11/13/09

Crowdsourcing/Outsourcing. The new hotness (ahhh, finally.)

I'm a tech hipster. You will tell me about (insert URL) and then I will provide you a smile and an eye roll and say, "used it last week". The same way the entire borough of Brooklyn uses this conversation rubric with music. (Only they'll tell you they've heard of whatever band months ago)

So, as a tech hipster, I always aspire to work with people that know more than me. Recently I met up with a friend that definitely does. So, I admit it, I'm totally behind in these new agencies that are popping up left and right. Here are some I have new crushes on: (please comment to share more)

bigspaceship
victorandspoils
firstborn
p.i.c.

But, no matter what, I may always be in love with Ideo . As long as they are always in love with being privately owned. ;)

And now, MY RANT:

Don't get me wrong crowdsourcing is great, but take it a step further already! Is it not already common knowledge that people work better in groups? The Berg portfolio school gets it. So, what's next?

Personally, I think ad agencies in the short future will be looking drastically different. Clients have wised up to the middlemen, and just how much that overhead costs them. They are falling in love with PR and how cheap anything digital is.

So, the only way I see agencies slashing their prices, but still yielding a profit is one word: outsource.

That word said, I'm wondering why bootB business model isn't crushing it. (Besides the fact that they put their entire website in Bradley hand font) Look at this: compete

As an aside: from dating a guy at oDesk , I do know the qualms of outsourcing. I realize the difficulty in explaining exactly how you want your Maya file rendered from halfway across the world in a different time zone, but if that's where the best 3D graphic artist lives, well... I guess the question becomes; do you want the best? (And sure one of the three pillars of production [time, money, and quality] can come into play)

But I truly believe that the term AOR is out, and in with the term project based. I think the new way of looking for a job will be explaining your skill set. The approach of; "I don't care what bus I'm on, I just want to sit in one particular seat." So the challenge for hiring managers is to pin point exactly what is great about their incoming talent and to eventually place them where they can shine.

Fingers crossed someone tasks me with interactive concepting.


- TASK
With nothing added and nothing dropped, copy the entire listing.

- GIVEN RECORDS
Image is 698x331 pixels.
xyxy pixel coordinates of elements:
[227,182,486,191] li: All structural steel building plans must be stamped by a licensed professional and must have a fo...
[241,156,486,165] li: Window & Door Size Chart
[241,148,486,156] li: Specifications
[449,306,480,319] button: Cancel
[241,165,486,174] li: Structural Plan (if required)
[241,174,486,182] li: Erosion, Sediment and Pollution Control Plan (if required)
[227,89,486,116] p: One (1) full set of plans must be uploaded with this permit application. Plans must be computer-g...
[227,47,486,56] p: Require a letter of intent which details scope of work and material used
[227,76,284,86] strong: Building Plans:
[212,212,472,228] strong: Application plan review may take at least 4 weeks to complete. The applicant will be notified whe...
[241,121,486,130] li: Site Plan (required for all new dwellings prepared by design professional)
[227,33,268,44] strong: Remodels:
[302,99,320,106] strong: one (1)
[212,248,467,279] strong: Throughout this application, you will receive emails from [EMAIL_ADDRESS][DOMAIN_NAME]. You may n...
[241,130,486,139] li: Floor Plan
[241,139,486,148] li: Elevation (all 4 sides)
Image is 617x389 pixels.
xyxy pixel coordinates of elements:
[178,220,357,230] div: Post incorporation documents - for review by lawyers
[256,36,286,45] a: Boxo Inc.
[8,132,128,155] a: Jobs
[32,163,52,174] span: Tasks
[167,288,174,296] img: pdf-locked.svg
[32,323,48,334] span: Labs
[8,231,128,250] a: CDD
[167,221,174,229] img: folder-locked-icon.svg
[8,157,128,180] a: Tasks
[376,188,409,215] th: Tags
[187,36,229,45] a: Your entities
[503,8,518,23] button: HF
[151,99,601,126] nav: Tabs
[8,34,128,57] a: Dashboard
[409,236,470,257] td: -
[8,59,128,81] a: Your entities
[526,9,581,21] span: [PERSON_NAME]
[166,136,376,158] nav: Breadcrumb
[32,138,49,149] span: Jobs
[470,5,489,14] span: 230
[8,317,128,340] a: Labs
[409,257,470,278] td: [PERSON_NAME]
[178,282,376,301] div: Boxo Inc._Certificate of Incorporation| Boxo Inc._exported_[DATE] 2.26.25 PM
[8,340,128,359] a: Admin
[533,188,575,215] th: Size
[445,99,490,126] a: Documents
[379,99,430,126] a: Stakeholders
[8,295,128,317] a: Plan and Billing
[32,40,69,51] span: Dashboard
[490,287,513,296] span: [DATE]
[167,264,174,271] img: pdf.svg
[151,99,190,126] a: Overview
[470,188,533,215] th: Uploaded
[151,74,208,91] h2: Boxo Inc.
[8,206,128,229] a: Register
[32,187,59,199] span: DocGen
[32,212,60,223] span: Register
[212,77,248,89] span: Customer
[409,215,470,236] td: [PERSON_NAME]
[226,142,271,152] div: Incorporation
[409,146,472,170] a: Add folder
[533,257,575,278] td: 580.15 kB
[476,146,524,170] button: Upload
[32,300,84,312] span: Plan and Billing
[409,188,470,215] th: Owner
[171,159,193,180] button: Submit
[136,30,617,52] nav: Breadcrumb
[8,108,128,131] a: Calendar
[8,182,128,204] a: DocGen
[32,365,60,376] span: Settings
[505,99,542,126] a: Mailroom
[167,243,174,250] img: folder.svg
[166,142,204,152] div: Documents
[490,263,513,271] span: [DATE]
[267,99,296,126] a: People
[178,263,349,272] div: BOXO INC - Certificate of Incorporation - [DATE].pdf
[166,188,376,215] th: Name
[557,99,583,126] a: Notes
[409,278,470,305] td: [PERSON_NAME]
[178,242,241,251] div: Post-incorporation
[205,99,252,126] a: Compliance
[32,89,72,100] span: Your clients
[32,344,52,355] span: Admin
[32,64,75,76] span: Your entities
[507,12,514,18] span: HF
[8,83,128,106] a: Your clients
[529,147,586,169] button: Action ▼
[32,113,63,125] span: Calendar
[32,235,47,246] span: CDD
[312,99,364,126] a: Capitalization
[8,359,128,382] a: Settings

- SOLUTION BELOW
Image is 698x331 pixels.
xyxy pixel coordinates of elements:
[227,182,486,191] li: All structural steel building plans must be stamped by a licensed professional and must have a fo...
[241,156,486,165] li: Window & Door Size Chart
[241,148,486,156] li: Specifications
[449,306,480,319] button: Cancel
[241,165,486,174] li: Structural Plan (if required)
[241,174,486,182] li: Erosion, Sediment and Pollution Control Plan (if required)
[227,89,486,116] p: One (1) full set of plans must be uploaded with this permit application. Plans must be computer-g...
[227,47,486,56] p: Require a letter of intent which details scope of work and material used
[227,76,284,86] strong: Building Plans:
[212,212,472,228] strong: Application plan review may take at least 4 weeks to complete. The applicant will be notified whe...
[241,121,486,130] li: Site Plan (required for all new dwellings prepared by design professional)
[227,33,268,44] strong: Remodels:
[302,99,320,106] strong: one (1)
[212,248,467,279] strong: Throughout this application, you will receive emails from [EMAIL_ADDRESS][DOMAIN_NAME]. You may n...
[241,130,486,139] li: Floor Plan
[241,139,486,148] li: Elevation (all 4 sides)
Image is 617x389 pixels.
xyxy pixel coordinates of elements:
[178,220,357,230] div: Post incorporation documents - for review by lawyers
[256,36,286,45] a: Boxo Inc.
[8,132,128,155] a: Jobs
[32,163,52,174] span: Tasks
[167,288,174,296] img: pdf-locked.svg
[32,323,48,334] span: Labs
[8,231,128,250] a: CDD
[167,221,174,229] img: folder-locked-icon.svg
[8,157,128,180] a: Tasks
[376,188,409,215] th: Tags
[187,36,229,45] a: Your entities
[503,8,518,23] button: HF
[151,99,601,126] nav: Tabs
[8,34,128,57] a: Dashboard
[409,236,470,257] td: -
[8,59,128,81] a: Your entities
[526,9,581,21] span: [PERSON_NAME]
[166,136,376,158] nav: Breadcrumb
[32,138,49,149] span: Jobs
[470,5,489,14] span: 230
[8,317,128,340] a: Labs
[409,257,470,278] td: [PERSON_NAME]
[178,282,376,301] div: Boxo Inc._Certificate of Incorporation| Boxo Inc._exported_[DATE] 2.26.25 PM
[8,340,128,359] a: Admin
[533,188,575,215] th: Size
[445,99,490,126] a: Documents
[379,99,430,126] a: Stakeholders
[8,295,128,317] a: Plan and Billing
[32,40,69,51] span: Dashboard
[490,287,513,296] span: [DATE]
[167,264,174,271] img: pdf.svg
[151,99,190,126] a: Overview
[470,188,533,215] th: Uploaded
[151,74,208,91] h2: Boxo Inc.
[8,206,128,229] a: Register
[32,187,59,199] span: DocGen
[32,212,60,223] span: Register
[212,77,248,89] span: Customer
[409,215,470,236] td: [PERSON_NAME]
[226,142,271,152] div: Incorporation
[409,146,472,170] a: Add folder
[533,257,575,278] td: 580.15 kB
[476,146,524,170] button: Upload
[32,300,84,312] span: Plan and Billing
[409,188,470,215] th: Owner
[171,159,193,180] button: Submit
[136,30,617,52] nav: Breadcrumb
[8,108,128,131] a: Calendar
[8,182,128,204] a: DocGen
[32,365,60,376] span: Settings
[505,99,542,126] a: Mailroom
[167,243,174,250] img: folder.svg
[166,142,204,152] div: Documents
[490,263,513,271] span: [DATE]
[267,99,296,126] a: People
[178,263,349,272] div: BOXO INC - Certificate of Incorporation - [DATE].pdf
[166,188,376,215] th: Name
[557,99,583,126] a: Notes
[409,278,470,305] td: [PERSON_NAME]
[178,242,241,251] div: Post-incorporation
[205,99,252,126] a: Compliance
[32,89,72,100] span: Your clients
[32,344,52,355] span: Admin
[32,64,75,76] span: Your entities
[507,12,514,18] span: HF
[8,83,128,106] a: Your clients
[529,147,586,169] button: Action ▼
[32,113,63,125] span: Calendar
[32,235,47,246] span: CDD
[312,99,364,126] a: Capitalization
[8,359,128,382] a: Settings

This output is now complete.